Out-Law News 3 min. read

Apple's 'cool' design not infringed by Samsung tablet computers, High Court rules


The design of three versions of Samsung's Galaxy Tablet device do not infringe on registered design rights belonging to Apple, the UK High Court has ruled.

Apple had claimed that versions 10.1, 8.9 and 7.7 of Samsung's Galaxy Tablets infringed on its Community design rights, but Mr Justice Birss QC disagreed.

The judge said that though he initially thought the Samsung products looked "similar" to Apple's protected design, an 'informed user' would not have thought the same. Although Samsung's devices looked near-identical to Apple's design from the front, that fact only meant that informed users would more prominently notice the differences at the sides and back, he said.

"From the front both the Apple design and the Samsung tablets look like members of the same, pre-existing family," Mr Justice Birss QC said in the ruling. "As a result, the significance of that similarity overall is much reduced and the informed user's attention to the differences at the back and sides will be enhanced considerably."

"The informed user's overall impression of each of the Samsung Galaxy Tablets is the following. From the front they belong to the family which includes the Apple design; but the Samsung products are very thin, almost insubstantial members of that family with unusual details on the back. They do not have the same understated and extreme simplicity which is possessed by the Apple design. They are not as cool. The overall impression produced is different. The Samsung tablets do not infringe Apple's registered design," he said.

A registered Community design is a monopoly right for the appearance of the whole or part of a product resulting from the features of, in particular, the lines, contours, colours, shape, texture and materials of the product or its ornamentation.

Applications are filed at the Office for Harmonisation in the Internal Market (OHIM). Approved Community designs cover all 25 member states of the European Union.

In order to qualify for Community design rights, designs must be new and have individual character.

Under the EU's Regulation on Community design rights a design is said to be new if it differs from known designs by more than "immaterial details". To have individual character the designs must give an "informed user" a different "overall impression" from their "overall impression" from other known designs. "In assessing individual character, the degree of freedom of the designer in developing the design shall be taken into consideration," according to the Regulation.

Designers can obtain up to 25 years worth of protection over registered Community designs, although the protection has to be renewed every five years.

Mr Justice Birss QC said that the 'informed user' for the purposes of this case were individuals who used handheld tablet computers. He also said that Apple's iPad and iPad2 devices were not "identical" to the design registered to the company and that it "would be a matter of debate" whether or not either device fell "within the scope of protection". Samsung has asked the OHIM to invalidate Apple's rights to its protected Community design.

Products which are not exactly the same as Community registered designs may still fall within the scope of protection of those designs, Mr Justice Birss QC said. He added that "copying is irrelevant to the issue of infringement" and that the scope of protection of designs was dependent on how the protected design and the alleged infringing designs are considered "side by side" as well as what the observations of informed users are.

"Although no doubt minute scrutiny by the informed user is not the right approach, attention to detail matters," the judge said.

"Apple has now lost two recent cases at the High Court, one in a patents case against HTC and now this one in relation to design rights against Samsung," intellectual property law expert Deborah Bould of Pinsent Masons, the law firm behind Out-Law.com, said. "The result of these rulings is that the risk of being sued by Apple for 'me too' tablets and smartphones has reduced to some extent, although Apple does have a large patent portfolio which provides it with other ammunition to use on competitors."

"One of the interesting points from the ruling was Mr Justice Birss QC's finding that informed users are used to seeing flat, simple, thin rimmed front screens. As a result he said that these design features do not stand out to any significant extent and their impact should not be over emphasised," Bould added.

The High Court case was the first "substantive" ruling within the EU on the issue of whether Apple's design rights are infringed by Samsung's devices, Mr Justice Birss QC said. Apple and Samsung have been embroiled in a lengthy global dispute over intellectual property rights.

Last year a German court issued a preliminary pan-EU injunction banning Samsung tablet computers being sold on account that they infringed Apple's design rights, but that design was overturned on appeal. A preliminary injunction banning Samsung tablets from sale in Germany was issued by the court under unfair competition laws though.

Apple has failed to obtain bans against Samsung tablets in the Netherlands though, where two courts have rejected the company's claim in preliminary proceedings that Samsung has infringed on its rights.

The European Commission is currently investigating whether Samsung abused a dominant market position in the mobile phone industry. The Commission said that Samsung was obliged to licence the use of patents relating to 3G mobile and wireless technology to rivals on fair, reasonable and non-discriminatory (FRAND) terms but may have breached this requirement when trying to enforce its patent rights against those rivals, including Apple, in court.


§ DIRECTIONS FOR THIS TASK
Reproduce every entry word for word. Drop all pictures from the copy.

=== LISTED ENTRIES ===

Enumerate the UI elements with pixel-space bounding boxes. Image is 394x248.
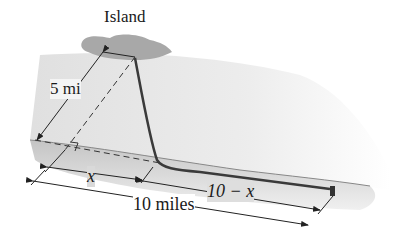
- distance-label: 5 mi: [50, 79, 81, 99]
- island-label: Island: [104, 7, 146, 27]
- diagram-graphics: [0, 0, 394, 248]
- island-cable-diagram: Island 5 mi x 10 − x 10 miles: [0, 0, 394, 248]
- x-label: x: [87, 166, 95, 187]
- power-station: [330, 186, 335, 196]
- total-label: 10 miles: [133, 194, 195, 215]
- remaining-label: 10 − x: [207, 181, 254, 202]
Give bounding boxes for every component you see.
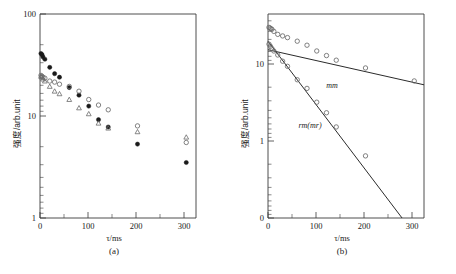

===

§ SOLUTION FOR THIS TASK
Enumerate the UI elements with pixel-space bounding boxes. Image is 394x248.
- distance-label: 5 mi: [50, 79, 81, 99]
- island-label: Island: [104, 7, 146, 27]
- diagram-graphics: [0, 0, 394, 248]
- island-cable-diagram: Island 5 mi x 10 − x 10 miles: [0, 0, 394, 248]
- x-label: x: [87, 166, 95, 187]
- power-station: [330, 186, 335, 196]
- total-label: 10 miles: [133, 194, 195, 215]
- remaining-label: 10 − x: [207, 181, 254, 202]
Give bounding boxes for every component you see.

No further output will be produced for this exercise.